What Every Clinical Researcher Should Know About Institutional Review Boards

Institutional review boards (IRBs) are federally required committees that evaluate research involving human subjects to safeguard participants’ rights, safety, and well-being. Their oversight guarantees adherence to federal laws, institutional policies, and ethical standards. Before starting any study with human participants, researchers must submit their research plans to the IRB for review and approval.

The Modern CRA: Operationalizing Data-Driven Site Success

As clinical trials become more complex, leading sponsors are shifting the focus of their clinical research associates (CRAs) from traditional compliance monitoring to proactive, data-enabled site support and oversight. Skill development, structural changes, and the use of advanced analytics are modernizing the CRA role—and the way we monitor clinical trial sites.

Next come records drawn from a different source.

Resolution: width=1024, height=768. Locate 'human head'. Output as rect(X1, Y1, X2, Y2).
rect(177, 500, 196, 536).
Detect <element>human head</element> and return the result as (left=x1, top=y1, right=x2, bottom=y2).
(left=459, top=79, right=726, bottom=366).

Determining Commercial Thresholds for Global Trials

Global trials can unlock real advantages for sponsors, including access to diverse patients, faster enrollment, and more representative data across geographies. However, global expansion isn’t always the right move. For every sponsor that benefits, there’s one that overspends, underdelivers, or enters markets they were never built to support. In a high-risk industry that punishes missteps and rewards efficiency, the question any sponsor should ask isn’t how to go global. It’s whether they should at all.

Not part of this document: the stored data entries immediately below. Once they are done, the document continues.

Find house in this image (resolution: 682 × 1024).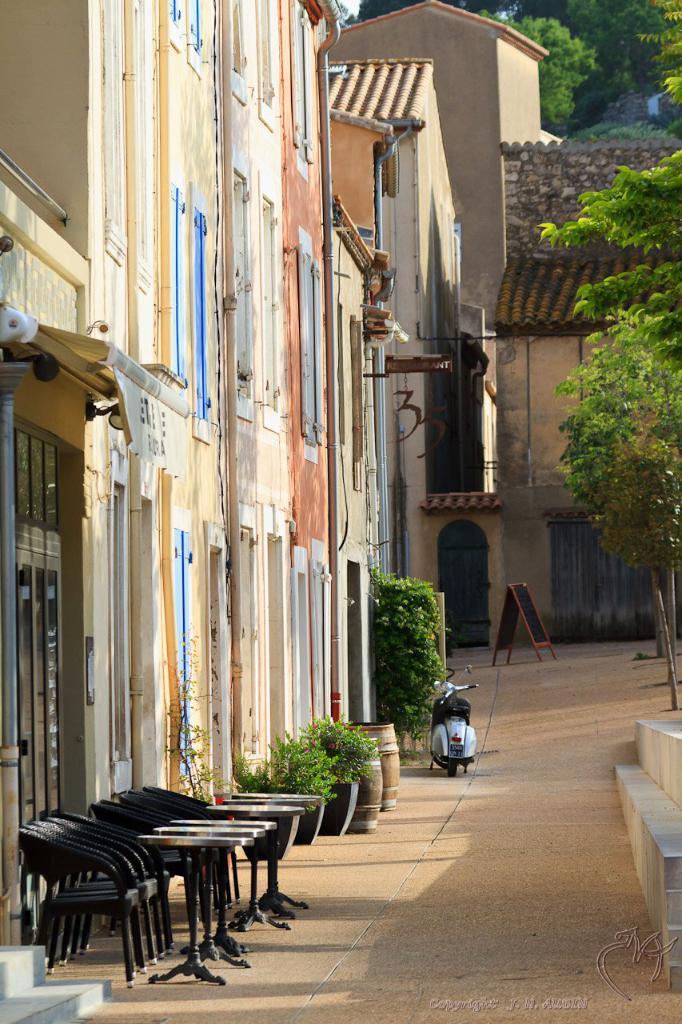
crop(266, 0, 372, 855).
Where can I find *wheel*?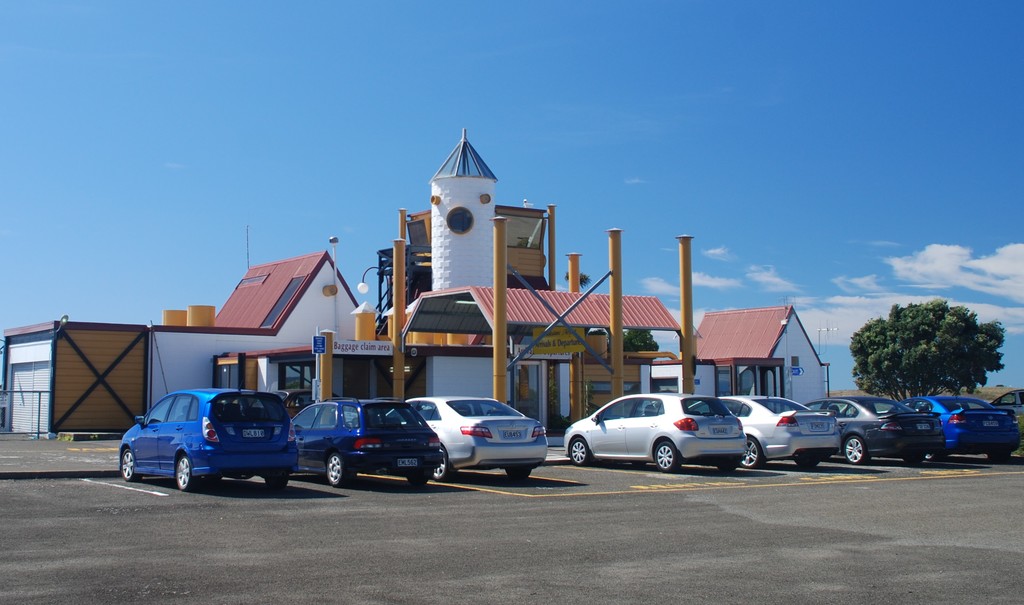
You can find it at l=432, t=444, r=452, b=480.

Unlocking the Power of Digital Biomarkers in Clinical Trials

Unlike traditional clinical outcome assessments, which rely on intermittent and sometimes subjective clinic-based measurements, digital biomarkers enable a richer, more dynamic understanding of disease progression and treatment response. This article provides examples of how digital biomarkers are revolutionizing clinical trials, focusing on the authors' shared experiences managing trials within the fields of neurology and oncology.